If you don’t know who they are or what they did, you should.
@ucme Punished for being sassy!
Noah…anybody who can build an ark AND save all the species of the world and survive sailing through 40 days and 40 nights of hellacious rain and storms and 10 months adrift gets to take my helm!
@WasCy I fear those illustrious names are new to me. Please don’t spank me good sir!
The guy who steered the Titanic.
He can’t possibly be unlucky twice…
Sir Ernest Shackleton. Though he is known mostly as an explorer he was the ultimate ship’s captain and he is my first choice to captain the S.S. SuperMouse.
Erik Thorvaldsson, my illustrious and infamous ancestor.
@Brian1946 Really, don’t his crews/passengers all manage to end up dead or zombies somehow?
Jack Aubrey from the Patrick O’Brien series.
@janbb Is that with the doctor/botanicus?
If so, thanks for mentioning because I read a book of him once and couldn’t think of the writers name anymore!
Yes – Stephan Maturin is the doctor/botanist
Ceacrops, from Xena Warrior princess. The rest of my crew would be a buncha undead pirates. And it would rule.
Uh, Titanic. Knowing what I know now.
@SuperMouse
Excellent choice. What an amazing feat of leadership to keep all of his men alive during an Antarctic winter, and then to lead them out of the ice field to the “relative” safety of the Antarctic mainland. After that, to pilot a small, open boat without charts to a small island in the South Atlantic, and finally to cross the mountains in the center of that island to get help for the men he left behind.
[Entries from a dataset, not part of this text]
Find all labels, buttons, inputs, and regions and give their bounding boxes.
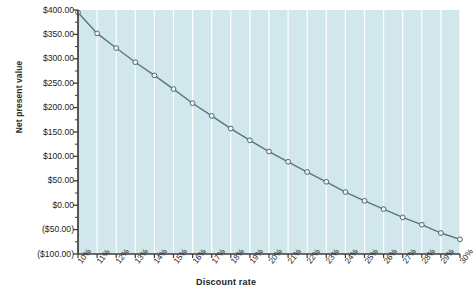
x-tick-label: 21% <box>286 247 303 265</box>
x-tick-label: 17% <box>210 247 227 265</box>
x-tick-label: 29% <box>439 247 456 265</box>
x-tick-label: 10% <box>76 247 93 265</box>
x-tick-label: 14% <box>152 247 169 265</box>
x-tick-label: 12% <box>114 247 131 265</box>
x-tick-label: 11% <box>95 248 112 266</box>
x-axis-tick-labels: 10%11%12%13%14%15%16%17%18%19%20%21%22%2… <box>0 0 476 294</box>
npv-discount-rate-chart: Net present value $400.00$350.00$300.00$… <box>0 0 476 294</box>
x-tick-label: 18% <box>229 247 246 265</box>
x-tick-label: 16% <box>191 247 208 265</box>
x-tick-label: 23% <box>324 247 341 265</box>
x-tick-label: 27% <box>401 247 418 265</box>
x-axis-title: Discount rate <box>196 277 256 287</box>
x-tick-label: 26% <box>382 247 399 265</box>
x-tick-label: 13% <box>133 247 150 265</box>
x-tick-label: 22% <box>305 247 322 265</box>
x-tick-label: 24% <box>343 247 360 265</box>
x-tick-label: 25% <box>363 247 380 265</box>
x-tick-label: 20% <box>267 247 284 265</box>
x-tick-label: 19% <box>248 247 265 265</box>
x-tick-label: 28% <box>420 247 437 265</box>
x-tick-label: 15% <box>172 247 189 265</box>
x-tick-label: 30% <box>458 247 475 265</box>
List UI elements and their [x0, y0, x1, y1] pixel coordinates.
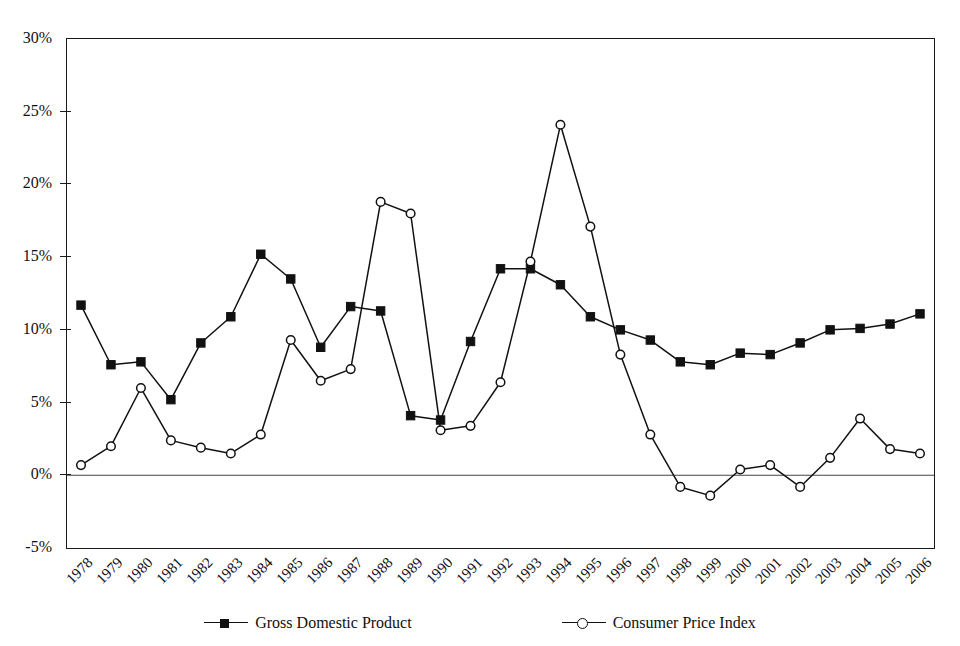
x-axis: 1978197919801981198219831984198519861987… [0, 0, 960, 646]
y-tick-mark [60, 183, 71, 184]
open-circle-icon [562, 616, 606, 630]
chart-page: -5%0%5%10%15%20%25%30% 19781979198019811… [0, 0, 960, 646]
y-tick-mark [60, 329, 71, 330]
y-tick-mark [60, 111, 71, 112]
y-tick-mark [60, 256, 71, 257]
legend-label-gross-domestic-product: Gross Domestic Product [255, 614, 411, 632]
y-tick-mark [60, 474, 71, 475]
chart-legend: Gross Domestic Product Consumer Price In… [0, 608, 960, 638]
legend-item-consumer-price-index: Consumer Price Index [562, 614, 756, 632]
filled-square-icon [204, 616, 248, 630]
legend-item-gross-domestic-product: Gross Domestic Product [204, 614, 411, 632]
legend-label-consumer-price-index: Consumer Price Index [613, 614, 756, 632]
y-tick-mark [60, 402, 71, 403]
And he never lost a man.
@WasCy why thank you! Have you read Shackleton’s Way? It is a great read full of great life lessons. I would link it but I’m on the iPhone.
The only book I read so far on the topic was Albert Lansing’s Endurance. I’ll have to add this one to my list. Thanks.
I enjoyed Kenneth Branagh’s portrayal of Shackleton. I’m way more up to speed on British history.
I, too, love the story of Shackleton.
@janbb I learned of Shackleton’s Way when it was assigned reading for Leadership and Management in Libraries class. I now count him and the professor who assigned the reading among my heroes.